The top half sand is represented by the Portuguese sailors taking African friends to Portugal to learn their language so that these African crew members could serve as translators at ports along the West African coast.
However, the sinister (evil) purpose of these 15th century cruises, representing the hourglass stricture, was to trade with interior Africans for slaves. The result of African translators, using a mixture of their language with Portuguese, gave rise to Black Portuguese.
Because Black Portuguese spread westward between Japan and the New World, it became the first world-wide lingua franca (i.e. pidgin trade language). It was well established by the early 16th century and has remained strong on the African side of the Atlantic.
As interest in the slave trade grew, the Dutch forced out the Portuguese from their bases on both sides of the Atlantic in the 1630s and 1640s. Despite the development of Black Dutch, Black Portuguese continued as the main language for the mixed crews on board Dutch slaving vessels to the Caribbean.
After a short time of Dutch control, slaving by the French (established in 1630) and the English rose into domination. Particularly among Senegals Wolof (Yolof, Jolof), Black French developed and expanded East into the Indian Ocean area and West into the Caribbean.
Meanwhile, among West African Gold Coast Africans, Black English developed around 1557 and disseminated widely among slaves from the north of the River Gambia (Wolof and Mandingo, including Bambara) in West Africa, the Upper Guinea Coast (Akan,), Sierra Leone, and on over to the Bight of Biafra (Nigerian Bay).
Even up to the end of the 18th century, African crew members, using Black English on British vessels, were mainly from the Kra (Kru) tribe of Liberia. There was extensive African language loaning into the West African Black English.
Examples of borrowings are that of the Bantu language from the Congo and Angola; and later from the Mende of Sierra Leone (whose Black English is termed Krio).
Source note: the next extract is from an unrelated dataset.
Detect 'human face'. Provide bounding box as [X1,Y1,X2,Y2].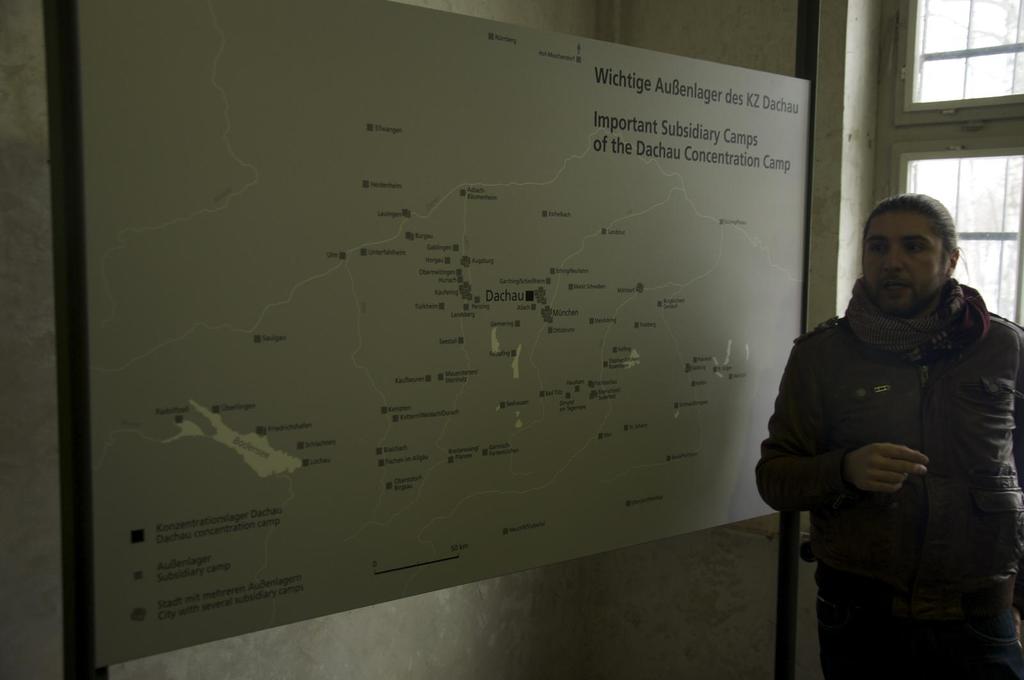
[859,207,948,320].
Still, Black Portuguese remained the model for Black Dutch, Black French, and Black English.
Slaves sent to the Americas tripled in the 17th century.
The relatively homogenous Black English in West Africa was taken into the Americas by the Wolof, Mandingo, Akan, Ewe (Ghana, Togo), Fon (Dahoney or Benin), Yoruba (a large linguistic group of coastal West Africans speaking a Sudanic language), Hausa (a widespread group of northern Nigerians and Sudanese), and Congo slaves.
Once in the Americas, Black English and Black French branched widely into regional dialects. Black USA English lost all but a few African-derived borrowings -- probably because of its great dilution by USA White speech and culture.
South Carolinas Sea Island Gullah speakers are an exception. Nevertheless, many African-patterned terms in music and dance have been retained in the complex USA Black English. The Wolof and Mandingo of Louisiana were prominent in developing jazz music and a jazz vocabulary.
Verbally, words like shuckin, jivin, and hep cover a lot more ideas than do formal English words. USA Black English and humor continue to be filled with the double meanings typical of Africans. Such Africanized humor serves as an important weapon in their daily struggles against racism.
Since Africans and American Blacks have fewer verbal taboos regarding sex compared with Whites, they differ significantly on what represents offensive language. To this day, ghetto Blacks consider the Spoken Word on the African Style to be More Important than the Written Word.